Gaming

TECH TREK

Microchips May Haunt Tombstone Thieves

A private company in South Africa has created “Memorial Alert,” a microchip-based technology designed to thwart tombstone robberies. There recently has been a spate of these crimes in Johannesburg.

The microchip is inserted into a memorial. When it is disturbed, it will sound an alarm and send a text message to relatives and integrated security companies.

Thieves reportedly are lifting an estimated 20 marble tombstones from cemeteries per month. They pawn them to stonemasons who recycle the materials, simultaneously staking their claim to a seat in the underworld.

[Source: The Associated Press]

PlayStation 4 Sees Strong Early Sales

A cool million units of the new PlayStation 4 console sold within 24 hours of going on sale in the U.S. and Canada, Sony reported.

The console was released in North America on Nov. 15, and will go on sale in Europe and Latin America in a couple weeks.

Sony is in a head-to-head grudge match with Microsoft and its new Xbox One console, which goes on sale Nov. 22. Sony apparently wants to sell 5 million PS4 units — priced at US$399 a pop — by the end of March.

[Source: Reuters]

Google Earth Used to Track Deforestation

A University of Maryland geographer has partnered with Google Earth to map the planet’s forests and visualize global deforestation.

The geographer, Matthew Hansen, processed more than 600,000 images taken by NASA satellites over the past decade, creating a series of time-lapse maps and an interactive mapping tool.

While cool, the project is also sobering: Earth reportedly lost nearly 900,000 square miles of forest between 2000 and 2012 — more or less the size of the U.S. east of the Mississippi.

It would have taken his computer 15 years to compile the images, Hansen said, so Google gets at least a hat-tip for the effort.

[Source: Science and Slate]

China Now Blocking Reuters

The powers that be in China are now blocking domestic access to Reuters’ Chinese website.

Beijing apparently was ticked off by an article discussing JPMorgan Chase’s link to the daughter of former Chinese Prime Minister Wen Jiabao.

The Wall Street Journal and The New York Times also have had their websites blocked in China.

The website that first discovered the Reuters blockade, GreatFire.org, which tracks China’s so-called Great Firewall, is offering a mirror site for Reuters China. GreatFire claims that its mirror site can be accessed without any of the circumvention tools — proxy servers, VPNs and the like — that are needed to access other forbidden content in China.

GreatFire created the mirror site by using “a subpath of Amazon and Google’s domains that support HTTPS access,” according to The Next Web. Therefore, in order to block the mirror site, Beijing would apparently have to block entire domains — and, in the process, take down potentially thousands of other sites.

[Source: The Next Web]

Database for Censored Photos

In other Chinese censorship news, U.S.-based investigative journalism outfit ProPublica set out to create a database of images deleted from Sina Weibo, a Twitter-esque — but heavily censored — social media platform in China.

Teaming with the University of Hong Kong, ProPublica created software that stores posts from a group of 100 users. Said users had had material removed in the past, and most had a significant number of followers.

The study, carried out over two weeks, revealed that the 100 users had a total of 527 images removed. The images included shots of a yawning politician, archive images from the Korean War, shamed former Communist Party big wig Bo Xilai, human rights advocates, and long passages of text.

[Source: BBC]

David Vranicar is a freelance journalist and author ofThe Lost Graduation: Stepping off campus and into a crisis. You can check out hisECT News archive here, and you can email him at david[dot]vranicar[at]newsroom[dot]ectnews[dot]com.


Brief:
The lines to return are those below that contain the word "Security".

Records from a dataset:
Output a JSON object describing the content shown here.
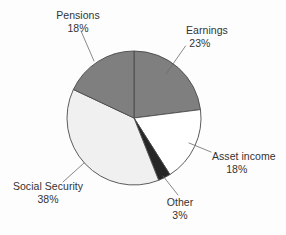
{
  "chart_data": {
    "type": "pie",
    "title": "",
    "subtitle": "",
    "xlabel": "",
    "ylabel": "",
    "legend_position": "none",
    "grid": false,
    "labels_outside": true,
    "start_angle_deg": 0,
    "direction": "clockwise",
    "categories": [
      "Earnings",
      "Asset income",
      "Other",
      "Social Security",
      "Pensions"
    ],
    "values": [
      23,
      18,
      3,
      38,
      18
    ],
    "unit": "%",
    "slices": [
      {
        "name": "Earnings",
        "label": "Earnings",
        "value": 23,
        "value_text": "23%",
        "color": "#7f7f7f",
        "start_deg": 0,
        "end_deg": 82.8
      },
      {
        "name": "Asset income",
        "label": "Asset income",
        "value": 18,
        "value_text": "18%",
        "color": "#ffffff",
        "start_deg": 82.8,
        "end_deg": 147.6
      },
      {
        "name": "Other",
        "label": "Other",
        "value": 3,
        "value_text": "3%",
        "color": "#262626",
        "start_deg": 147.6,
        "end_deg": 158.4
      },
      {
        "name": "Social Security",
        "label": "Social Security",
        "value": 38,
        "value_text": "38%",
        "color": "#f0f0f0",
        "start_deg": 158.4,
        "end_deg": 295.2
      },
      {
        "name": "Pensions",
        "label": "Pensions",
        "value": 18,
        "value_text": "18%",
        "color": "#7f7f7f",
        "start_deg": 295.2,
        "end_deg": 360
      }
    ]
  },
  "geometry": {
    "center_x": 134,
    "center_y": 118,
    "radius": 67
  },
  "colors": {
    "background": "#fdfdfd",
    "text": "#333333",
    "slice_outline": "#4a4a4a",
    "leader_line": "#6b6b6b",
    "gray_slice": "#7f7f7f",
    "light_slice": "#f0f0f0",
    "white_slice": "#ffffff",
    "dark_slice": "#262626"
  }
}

==

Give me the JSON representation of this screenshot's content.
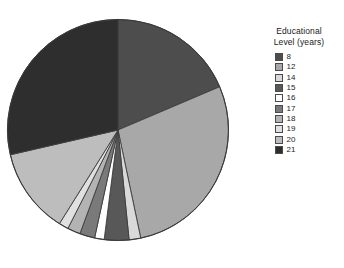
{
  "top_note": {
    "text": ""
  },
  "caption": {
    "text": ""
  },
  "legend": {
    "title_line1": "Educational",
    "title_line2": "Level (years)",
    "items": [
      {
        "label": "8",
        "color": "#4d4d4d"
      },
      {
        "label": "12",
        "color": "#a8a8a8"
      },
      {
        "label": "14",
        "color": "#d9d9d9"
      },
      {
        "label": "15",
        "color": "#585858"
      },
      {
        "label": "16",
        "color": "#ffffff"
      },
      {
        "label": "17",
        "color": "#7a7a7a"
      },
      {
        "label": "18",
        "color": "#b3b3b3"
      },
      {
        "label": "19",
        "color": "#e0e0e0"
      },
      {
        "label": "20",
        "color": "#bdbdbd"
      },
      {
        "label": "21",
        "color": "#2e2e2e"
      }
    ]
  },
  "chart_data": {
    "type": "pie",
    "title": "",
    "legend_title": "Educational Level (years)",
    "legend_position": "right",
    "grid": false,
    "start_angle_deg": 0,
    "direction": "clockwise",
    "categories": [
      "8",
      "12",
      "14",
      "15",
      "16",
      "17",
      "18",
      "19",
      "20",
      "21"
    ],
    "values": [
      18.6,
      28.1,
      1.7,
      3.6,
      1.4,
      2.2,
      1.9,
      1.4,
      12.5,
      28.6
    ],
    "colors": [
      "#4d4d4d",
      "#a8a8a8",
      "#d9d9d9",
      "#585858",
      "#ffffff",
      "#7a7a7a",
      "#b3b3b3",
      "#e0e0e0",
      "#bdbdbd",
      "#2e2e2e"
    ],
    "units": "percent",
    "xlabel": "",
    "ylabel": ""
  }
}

Response:
      "Social Security",
        "name": "Social Security",
        "label": "Social Security",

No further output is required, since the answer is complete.